Let’s take a look at Crescent Point Energy Corp. (TSX:CPG)(NYSE:CPG) and Encana Corporation (TSX:ECA)(NYSE:ECA) to see if one is a better pick right now.

Crescent Point

Crescent Point is a former dividend darling of the oil patch, but investors with an eye on the stock today tend to be in the value camp rather than yield seekers.

Before oil began its slide Crescent Point traded for about $45 per share. The ticker fell to $12 in January and has rallied back above $21 in recent months.

The sell-off is ugly but nowhere near as bad as the damage done to other names in the sector.

Crescent Point has held up better than its peers because its balance sheet remains in decent shape and management has reduced operating costs to the point where Crescent Point should be able to live within its cash flow with WTI oil prices at US$35 per barrel.

Crude prices are already back to US$50 per barrel, so the margins are starting to look pretty good, and Crescent Point says it could generate $600 million in additional free cash flow in 2017 if WTI oil can average US$55 through the year.

Encana

Encana has been in survival mode for the past two years as falling oil prices and a huge debt load threaten to bury the company in the middle of its latest transformation.

The management team has done a good job of unloading non-core assets to lower the debt burden, and operational improvements have driven the cost structure down to the point where Encana should be able to tread water with oil at US$40 per barrel or higher.

Long-term debt is still US$5.4 billion, so more work has to be done, but none of the notes are due before 2019.

Encana is focusing 95% of its capital expenditures on the company’s four core assets located in the Eagle Ford, Duvernay, Permian, and Montney plays. The properties are among the best in the industry, and Encana could attract suitors if oil prices resume their downward trend.

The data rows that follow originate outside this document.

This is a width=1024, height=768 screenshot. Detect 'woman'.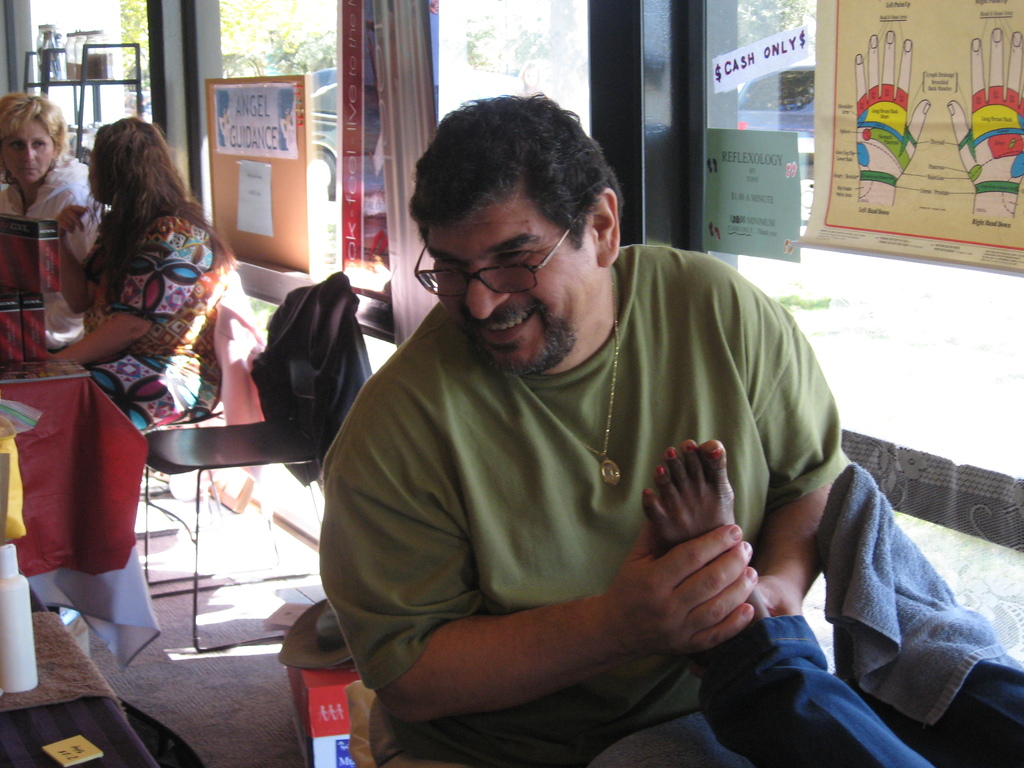
[51,114,256,435].
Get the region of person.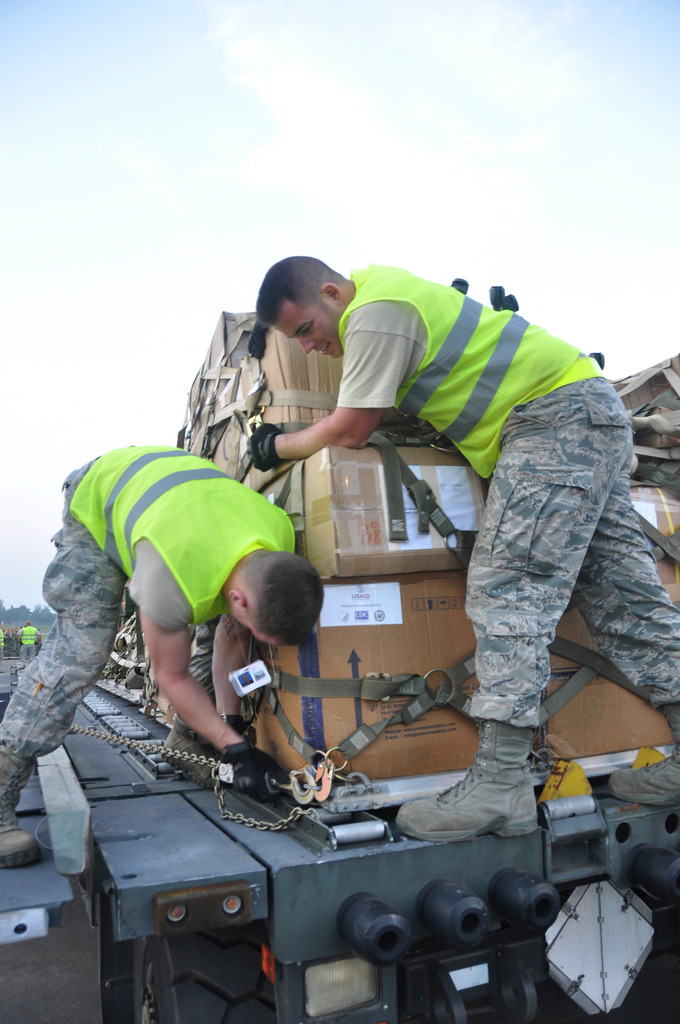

The Q1 2016 results were ugly, but the second quarter should be better. Encana says it has the flexibility to refinance maturing debt with its existing sources of liquidity.

Which should you buy?

Both stocks will continue to rise with improving oil prices, but Crescent Point’s cost structure is lower, and the stock comes with less risk in the event oil prices decide to reverse course through the back half of the year.

Encana could be interesting as a possible takeover play, but I think Crescent Point is the safer bet right now.

This article represents the opinion of the writer, who may disagree with the “official” recommendation position of a Motley Fool premium service or advisor. We’re Motley! Questioning an investing thesis — even one of our own — helps us all think critically about investing and make decisions that help us become smarter, happier, and richer, so we sometimes publish articles that may not be in line with recommendations, rankings or other content.

Fool contributor Andrew Walker has no position in any stocks mentioned.